Rigoletto -- Metropolitan Opera, 1/24/09
Frontali, Kurzak, Filianoti, Petrenko, Vizin / Frizza
It wasn't a Rigoletto for the ages, but a cast of relative unknowns put on a more than creditable performance of Verdi's warhorse Saturday night at the Met. Another unknown led: debuting conductor Riccardo Frizza, an Italian both young and promising. He got a vividly colored and lively sound from the orchestra, and worked well with the singers -- though the last degree of timing and time-control wasn't yet there. (We'll see if and how this changes as the run goes on.) On the downside, he took maybe a too "authentic" approach to the text, opening out some usually cut Rigoletto-Gilda bits that don't do much and axing Gilda's quartet-capping high note. (Spoilsport!)
Roberto Frontali, last seen as Ford opposite Bryn Terfel's Falstaff, was scheduled to sing only the April performances of Rigoletto, but Ċ½eljko Lucic's cancellation moved him into this one winter performance as well. (The others now have George Gagnidze -- of whom I've never heard -- in the title part.) I thought he both made and limited the performance: the first with his satisfying Verdian force in the voice's middle and his unusually wracked portrayal (this Rigoletto's nerves are, as they probably should be, frayed from his double life even at the start, driving his cruel jests and then his obsession with the curse); the second with a vocal range that doesn't really encompass the part's high notes. Quite good, on the whole.

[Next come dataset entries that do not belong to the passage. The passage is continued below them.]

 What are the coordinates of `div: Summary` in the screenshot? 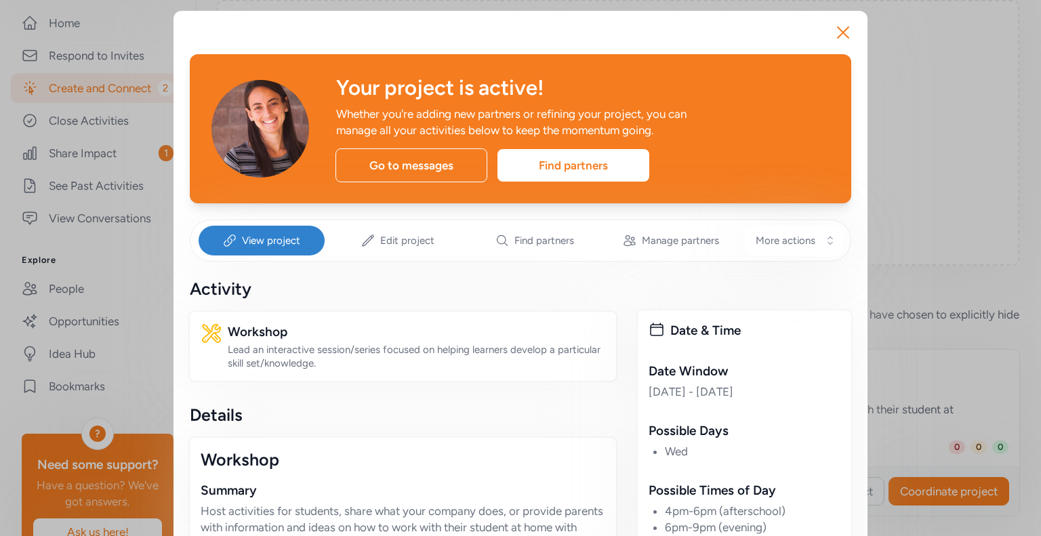 It's located at (403, 491).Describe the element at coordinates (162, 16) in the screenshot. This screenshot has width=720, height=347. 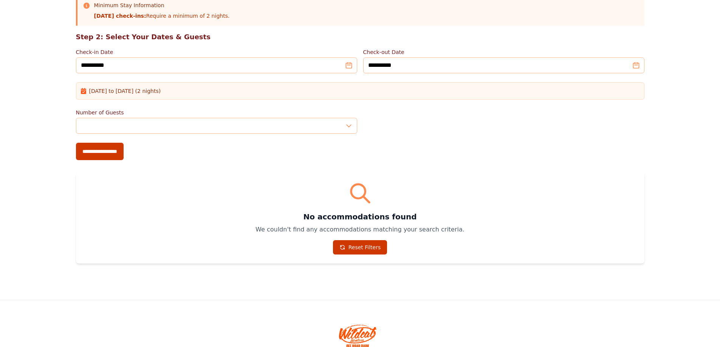
I see `p: Require a minimum of 2 nights.` at that location.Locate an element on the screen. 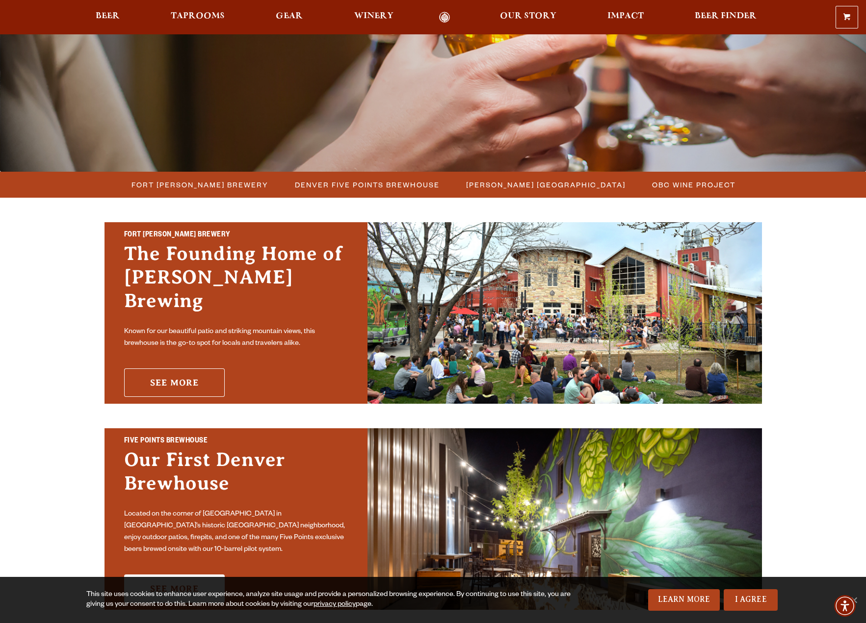 This screenshot has height=623, width=866. span: Winery is located at coordinates (374, 16).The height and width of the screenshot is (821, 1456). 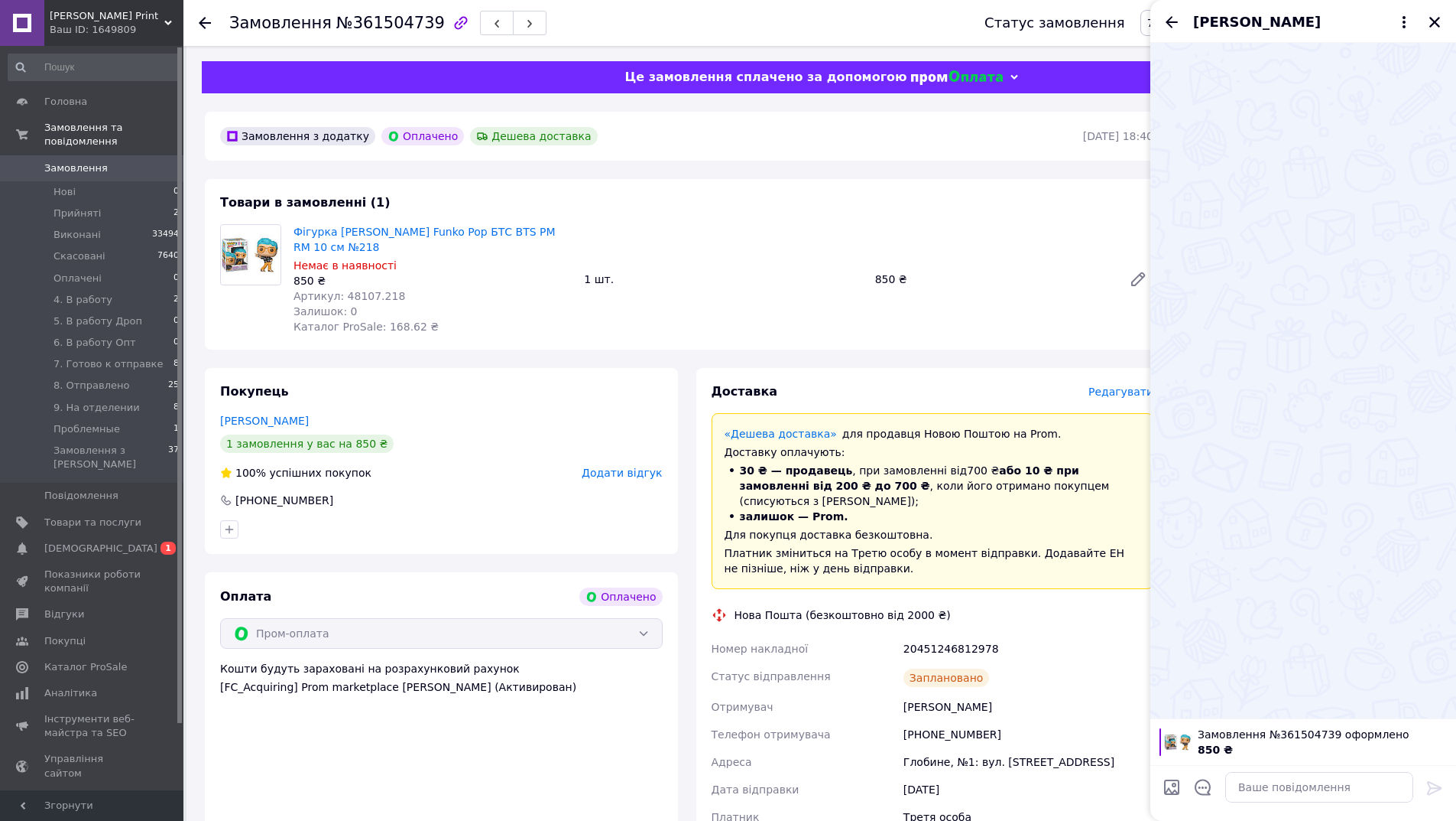 What do you see at coordinates (731, 762) in the screenshot?
I see `span: Адреса` at bounding box center [731, 762].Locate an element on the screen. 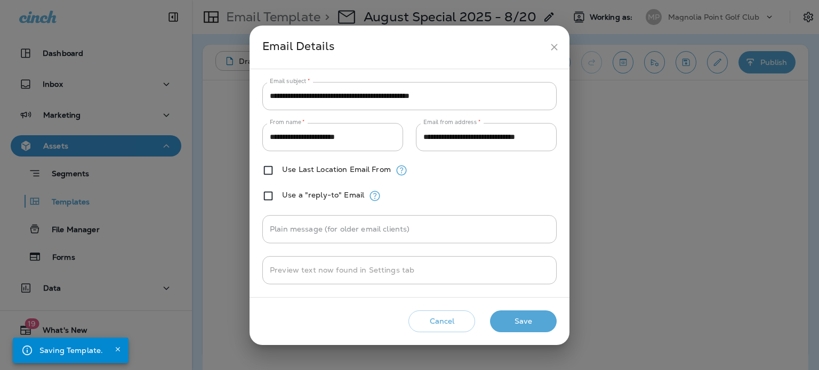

Aleksandra Kurzak, who sang Blonde in Mozart's Abduction last spring, is something of a find as Gilda. The Polish soprano has a top-to-bottom soft-grained character to her sound that combines with a trace of quick vibrato to impart an appealing (non-voluptuous) sensuality to her singing. It also keeps her from any high-soprano hardness even on top notes. On the other hand, the same soft-grainedness seems to keep her from dominating ensembles and orchestra, though she can easily, as in "Caro nome", project high notes into the house on her own. There is little hardness to her stage persona either, which is excellent at the beginning (Gilda as Disney heroine!) but makes her self-sacrifice at the end more pathetic than excessively noble (it should, I think, be both). In a sense she's the anti-Diana Damrau (with whom she not only shared that Abduction but is sharing the part of Gilda this year)... Tastes will vary but for myself I'd usually choose to hear Kurzak.
It's unfortunate that much of the question with Giuseppe Filianoti is his relative vocal state. After an auspicious debut Edgardo three-plus years ago, he came back to that part here last spring after a big illness, sounding not quite recovered in voice. He's since nevertheless kept moving to heavier roles, and this plus the odd dropping from La Scala's opening continues to inspire worry.
Filianoti's is a hyper-intense style, reminiscent of Neil Shicoff's, and there's a fine line between high-intensity singing and high-stress. For the first half of his part, he sounded wholly in control, with all the well-communicated stress and urgency being his character's ardent nature. But from "Possente Amor" (which seemed to sit uncomfortably in his voice) until the end, something seemed to slip and he was fighting for the high notes, in which a shouted -- even screamed -- character now lurked (though he nevertheless continued to hold them for full duration).
I heard something distinctly worrisome in this, but we shall see. In any case, the good was very good.
Mikhail Petrenko was an excellent Sparafucile -- strongly sung, and full of his character's odd fiery professionalism. As his sister, the Met's hiring of debuting mezzo Viktoria Vizin might indicate that they now want a Maddalena who looks like she actually could lure a stranger to his death with her sex appeal... Or not: Vizin in fact has a nice full voice with an appealing lower register. (But her looks don't hurt.)
The house was, incidentally, totally full. Apparently Verdi is recession-proof.
…Frizza concerning the "axed" high note at the end of the quartet. That's a very old tradition – in the right hands, an old "tackily fun" tradition, but also possibly a "tackily mood-ruining" tradition. Frankly, not a lot of singers know about it (nor about the long trilled arpeggio up to top E at the end of "Caro nome") – it's something more recognized by the fans (who are busy loving the art form) than by the singers (who are busy doing the art form). For my money, I think that the arpeggio up to E at the end of "Caro nome" is "tackily fun", but that the high note at the end of the quartet is "tackily mood-ruining" (yes I did work on a Rigoletto once where the Gilda did it, and as nice as her D-flat was, it just doesn't do it for me).